You’re having so much fun on your dive trip that after
cocktails, you decide to have more wine with dinner, and
a brandy as a nightcap. Should you really go on the first
morning dive? It’s one thing to have wine with dinner, it’s
another to drink until 2 a.m., then wake four hours later for
the early-morning dive. And if you’re the sober dive buddy,
what is your responsibility?
Divers Alert Network (DAN) states that alcohol will
impair your physical performance, concentration and judgment
underwater, plus mask symptoms of decompression
sickness for many hours until your blood alcohol concentration
(BAC) level reaches 0.0 percent. (The American
Medical Association recommends the upper BAC limit for
driving as 0.05 percent.) So the more partying you do, the
higher your BAC goes, and the higher your risk for injury as
a hungover diver.
Look at it another way: DAN estimates that alcohol
metabolizes at an average of 0.3 ounces of pure alcohol per
hour. So say you drink a 12-ounce can of Miller Lite. It contains
0.384 ounces of pure alcohol, so you’ll metabolize it in
approximately 80 minutes. A domestic draft beer has 0.48
ounces, so it’ll take around 90 minutes. Drink four of those
and it’ll take six hours for a respectable BAC. That’s okay if
you stop before midnight, not so much if you’re drinking into
the a.m. hours - - and if you drink more than that.
There’s scant research about alcohol’s impact on diving,
but DAN won’t consider doing more, says senior research
director Petar DeNoble. “First, excessive drinking is related
to many health problems already, so conducting a separate
study would make it look like DAN is trying to provide excuses for drinking and diving. Second, the effects of drinking
on physiological functions are difficult to measure, especially
because most effects may be dose dependent.”
Dive operators vary on their view of handling heavydrinking
divers. We asked a few liveaboards for their take,
and it ranged from crackdown to laissez-faire. Mike Ball
Dive Expeditions in Australia is one of the strictest. Its procedures
manual recommends lights-out at 11 p.m., requires
parties to end at midnight and has a four-drink maximum
over 24 hours. “Guests who wish to drink beyond that are
advised they’ll need to skip the early-morning dive,” says
operations manager Craig Stephen. Crew records the names
and time of late-night drinkers in their log, and if those
divers insist on doing the first dive, they must sign a “diver
refusing advice” waiver.
On the other end is the Peter Hughes fleet, saying the “fit
to dive” decision is entirely up to its guests. “We treat divers
as responsible adults, capable of governing their own actions
and diving within their limits,” says vice president Larry
Speaker. “Our crews don’t have the expertise to diagnose or
judge the ‘quality’ of each person’s decisions. But during our
initial safety briefings, we do discuss responsible diving.”
The Aggressor Fleet is somewhere in between, with no
written standards about heavy drinking, but president Wayne
Hasson says, “Our on-board policy includes suspending diving
for anyone who is in question of being a danger to themselves
or another diver.” He says dive buddies should play
a role in keeping hungover divers on deck. “They should
inform the divemaster in such a case, but they should also
advise the diver not to dive under those conditions.”
Drinking and Diving: How Much Alcohol Is Too Much?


* _Exercise_: Your answer must be the records, copied with no change.

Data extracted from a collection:
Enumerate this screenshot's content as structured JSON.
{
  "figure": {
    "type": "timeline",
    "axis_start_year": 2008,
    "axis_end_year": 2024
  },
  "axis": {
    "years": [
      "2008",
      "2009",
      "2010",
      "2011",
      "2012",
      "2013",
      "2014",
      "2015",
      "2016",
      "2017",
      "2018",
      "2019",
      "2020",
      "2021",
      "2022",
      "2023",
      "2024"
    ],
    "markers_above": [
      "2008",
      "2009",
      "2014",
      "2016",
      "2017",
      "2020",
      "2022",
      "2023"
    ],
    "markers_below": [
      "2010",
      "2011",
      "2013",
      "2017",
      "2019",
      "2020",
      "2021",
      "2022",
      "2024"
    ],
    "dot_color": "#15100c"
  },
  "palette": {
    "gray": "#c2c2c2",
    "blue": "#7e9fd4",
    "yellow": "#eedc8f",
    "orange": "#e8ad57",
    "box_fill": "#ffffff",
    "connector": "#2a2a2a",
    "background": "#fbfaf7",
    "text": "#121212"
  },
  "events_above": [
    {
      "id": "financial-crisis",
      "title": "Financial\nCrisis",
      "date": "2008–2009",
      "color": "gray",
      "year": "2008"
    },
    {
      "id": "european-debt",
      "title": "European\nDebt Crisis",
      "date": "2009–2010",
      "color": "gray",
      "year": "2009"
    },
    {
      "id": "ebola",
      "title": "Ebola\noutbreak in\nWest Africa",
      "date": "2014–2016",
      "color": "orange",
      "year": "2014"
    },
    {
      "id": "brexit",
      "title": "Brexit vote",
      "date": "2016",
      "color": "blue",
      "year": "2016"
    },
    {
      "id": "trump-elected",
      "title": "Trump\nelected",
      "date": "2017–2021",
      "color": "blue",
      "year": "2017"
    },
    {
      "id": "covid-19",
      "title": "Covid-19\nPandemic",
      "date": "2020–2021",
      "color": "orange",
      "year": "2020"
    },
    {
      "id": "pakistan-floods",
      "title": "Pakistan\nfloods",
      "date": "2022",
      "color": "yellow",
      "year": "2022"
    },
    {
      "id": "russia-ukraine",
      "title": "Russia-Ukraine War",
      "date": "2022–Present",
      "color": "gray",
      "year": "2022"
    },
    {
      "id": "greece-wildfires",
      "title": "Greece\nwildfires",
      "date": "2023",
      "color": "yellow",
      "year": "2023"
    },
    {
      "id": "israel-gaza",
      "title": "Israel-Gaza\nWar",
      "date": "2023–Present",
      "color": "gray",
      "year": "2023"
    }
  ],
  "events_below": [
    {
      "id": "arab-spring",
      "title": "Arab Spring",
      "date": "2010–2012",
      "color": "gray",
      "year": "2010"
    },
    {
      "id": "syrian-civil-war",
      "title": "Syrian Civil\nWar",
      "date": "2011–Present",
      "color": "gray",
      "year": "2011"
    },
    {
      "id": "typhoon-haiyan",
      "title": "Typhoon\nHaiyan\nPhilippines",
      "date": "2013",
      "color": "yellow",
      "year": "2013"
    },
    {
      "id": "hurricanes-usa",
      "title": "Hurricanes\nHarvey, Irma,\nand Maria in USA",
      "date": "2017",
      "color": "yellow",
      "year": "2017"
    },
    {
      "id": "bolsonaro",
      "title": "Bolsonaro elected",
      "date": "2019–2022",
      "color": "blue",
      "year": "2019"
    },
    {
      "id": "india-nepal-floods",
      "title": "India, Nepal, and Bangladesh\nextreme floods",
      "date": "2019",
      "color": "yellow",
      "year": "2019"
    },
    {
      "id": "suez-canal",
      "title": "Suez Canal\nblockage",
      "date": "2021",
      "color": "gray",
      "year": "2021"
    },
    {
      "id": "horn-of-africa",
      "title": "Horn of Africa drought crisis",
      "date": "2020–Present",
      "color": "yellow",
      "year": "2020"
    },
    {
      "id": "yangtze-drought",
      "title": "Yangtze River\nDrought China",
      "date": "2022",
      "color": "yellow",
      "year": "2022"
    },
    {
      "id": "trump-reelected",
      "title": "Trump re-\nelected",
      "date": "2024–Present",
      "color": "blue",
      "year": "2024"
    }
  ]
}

* _Task answer_:
Enumerate this screenshot's content as structured JSON.
{
  "figure": {
    "type": "timeline",
    "axis_start_year": 2008,
    "axis_end_year": 2024
  },
  "axis": {
    "years": [
      "2008",
      "2009",
      "2010",
      "2011",
      "2012",
      "2013",
      "2014",
      "2015",
      "2016",
      "2017",
      "2018",
      "2019",
      "2020",
      "2021",
      "2022",
      "2023",
      "2024"
    ],
    "markers_above": [
      "2008",
      "2009",
      "2014",
      "2016",
      "2017",
      "2020",
      "2022",
      "2023"
    ],
    "markers_below": [
      "2010",
      "2011",
      "2013",
      "2017",
      "2019",
      "2020",
      "2021",
      "2022",
      "2024"
    ],
    "dot_color": "#15100c"
  },
  "palette": {
    "gray": "#c2c2c2",
    "blue": "#7e9fd4",
    "yellow": "#eedc8f",
    "orange": "#e8ad57",
    "box_fill": "#ffffff",
    "connector": "#2a2a2a",
    "background": "#fbfaf7",
    "text": "#121212"
  },
  "events_above": [
    {
      "id": "financial-crisis",
      "title": "Financial\nCrisis",
      "date": "2008–2009",
      "color": "gray",
      "year": "2008"
    },
    {
      "id": "european-debt",
      "title": "European\nDebt Crisis",
      "date": "2009–2010",
      "color": "gray",
      "year": "2009"
    },
    {
      "id": "ebola",
      "title": "Ebola\noutbreak in\nWest Africa",
      "date": "2014–2016",
      "color": "orange",
      "year": "2014"
    },
    {
      "id": "brexit",
      "title": "Brexit vote",
      "date": "2016",
      "color": "blue",
      "year": "2016"
    },
    {
      "id": "trump-elected",
      "title": "Trump\nelected",
      "date": "2017–2021",
      "color": "blue",
      "year": "2017"
    },
    {
      "id": "covid-19",
      "title": "Covid-19\nPandemic",
      "date": "2020–2021",
      "color": "orange",
      "year": "2020"
    },
    {
      "id": "pakistan-floods",
      "title": "Pakistan\nfloods",
      "date": "2022",
      "color": "yellow",
      "year": "2022"
    },
    {
      "id": "russia-ukraine",
      "title": "Russia-Ukraine War",
      "date": "2022–Present",
      "color": "gray",
      "year": "2022"
    },
    {
      "id": "greece-wildfires",
      "title": "Greece\nwildfires",
      "date": "2023",
      "color": "yellow",
      "year": "2023"
    },
    {
      "id": "israel-gaza",
      "title": "Israel-Gaza\nWar",
      "date": "2023–Present",
      "color": "gray",
      "year": "2023"
    }
  ],
  "events_below": [
    {
      "id": "arab-spring",
      "title": "Arab Spring",
      "date": "2010–2012",
      "color": "gray",
      "year": "2010"
    },
    {
      "id": "syrian-civil-war",
      "title": "Syrian Civil\nWar",
      "date": "2011–Present",
      "color": "gray",
      "year": "2011"
    },
    {
      "id": "typhoon-haiyan",
      "title": "Typhoon\nHaiyan\nPhilippines",
      "date": "2013",
      "color": "yellow",
      "year": "2013"
    },
    {
      "id": "hurricanes-usa",
      "title": "Hurricanes\nHarvey, Irma,\nand Maria in USA",
      "date": "2017",
      "color": "yellow",
      "year": "2017"
    },
    {
      "id": "bolsonaro",
      "title": "Bolsonaro elected",
      "date": "2019–2022",
      "color": "blue",
      "year": "2019"
    },
    {
      "id": "india-nepal-floods",
      "title": "India, Nepal, and Bangladesh\nextreme floods",
      "date": "2019",
      "color": "yellow",
      "year": "2019"
    },
    {
      "id": "suez-canal",
      "title": "Suez Canal\nblockage",
      "date": "2021",
      "color": "gray",
      "year": "2021"
    },
    {
      "id": "horn-of-africa",
      "title": "Horn of Africa drought crisis",
      "date": "2020–Present",
      "color": "yellow",
      "year": "2020"
    },
    {
      "id": "yangtze-drought",
      "title": "Yangtze River\nDrought China",
      "date": "2022",
      "color": "yellow",
      "year": "2022"
    },
    {
      "id": "trump-reelected",
      "title": "Trump re-\nelected",
      "date": "2024–Present",
      "color": "blue",
      "year": "2024"
    }
  ]
}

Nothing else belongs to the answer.